We have loops like this one from __log_slot_close:

/*
 * A thread setting the unbuffered flag sets the unbuffered size after
 * setting the flag.  There could be a delay between a thread setting
 * the flag, a thread closing the slot, and the original thread setting
 * that value.  If the state is unbuffered, wait for the unbuffered
 * size to be set.
 */
while (WT_LOG_SLOT_UNBUFFERED_ISSET(old_state) &&
    slot->slot_unbuffered == 0)
        __wt_yield();

Technically, I don't think there's anything that prevents caching slot->slot_unbuffered in a register instead of re-reading it from memory in each iteration.

@agorrod
Copy link
Member

agorrod commented Jan 16, 2017

I don't think there's anything that prevents caching slot->slot_unbuffered in a register instead of re-reading it from memory in each iteration

Does a barrier in a function call change that? I thought the way to ensure the compiler doesn't cache a local copy was to mark the field volatile?

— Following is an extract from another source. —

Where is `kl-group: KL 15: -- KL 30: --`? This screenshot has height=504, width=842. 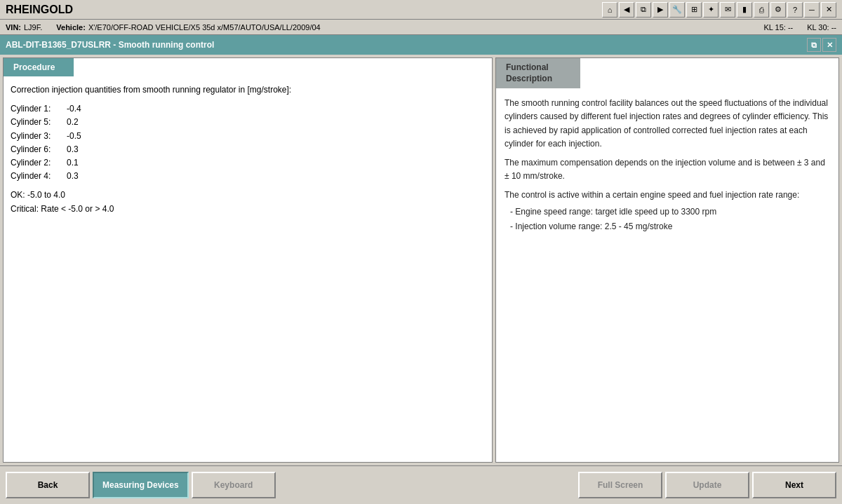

I like this change - I'm just trying to make sure I understand..

@keithbostic
Copy link
Contributor Author

Does a barrier in a function call change that? I thought the way to ensure the compiler doesn't cache a local copy was to mark the field volatile?

Yes, the compiler can't cache a value across a memory barrier. Declaring volatile would have the same effect with respect to variable caching, but would require all callers of __wt_yield to add volatile declarations, so this is a simpler change. (To be fair, a barrier is a blunter change as no values can be cached across the call, whereas only a single value must be discarded with volatile. Since we're yielding the CPU, I don't think it matters here.)

I don't like using volatile much (here's the Linux kernel commentary, which covers the discussion pretty well), but there are smarter people than me who strongly disagree. :)

@agorrod
Copy link
Member

agorrod commented Jan 17, 2017

Thanks for the explanations @keithbostic lgtm

@agorrod agorrod merged commit 0492377 into develop Jan 17, 2017
@agorrod agorrod deleted the wt-3127-add-barrier-to-yield branch January 17, 2017 01:27
Sign up for free to join this conversation on GitHub. Already have an account? Sign in to comment
Labels
None yet
Projects
None yet
Development

Successfully merging this pull request may close these issues.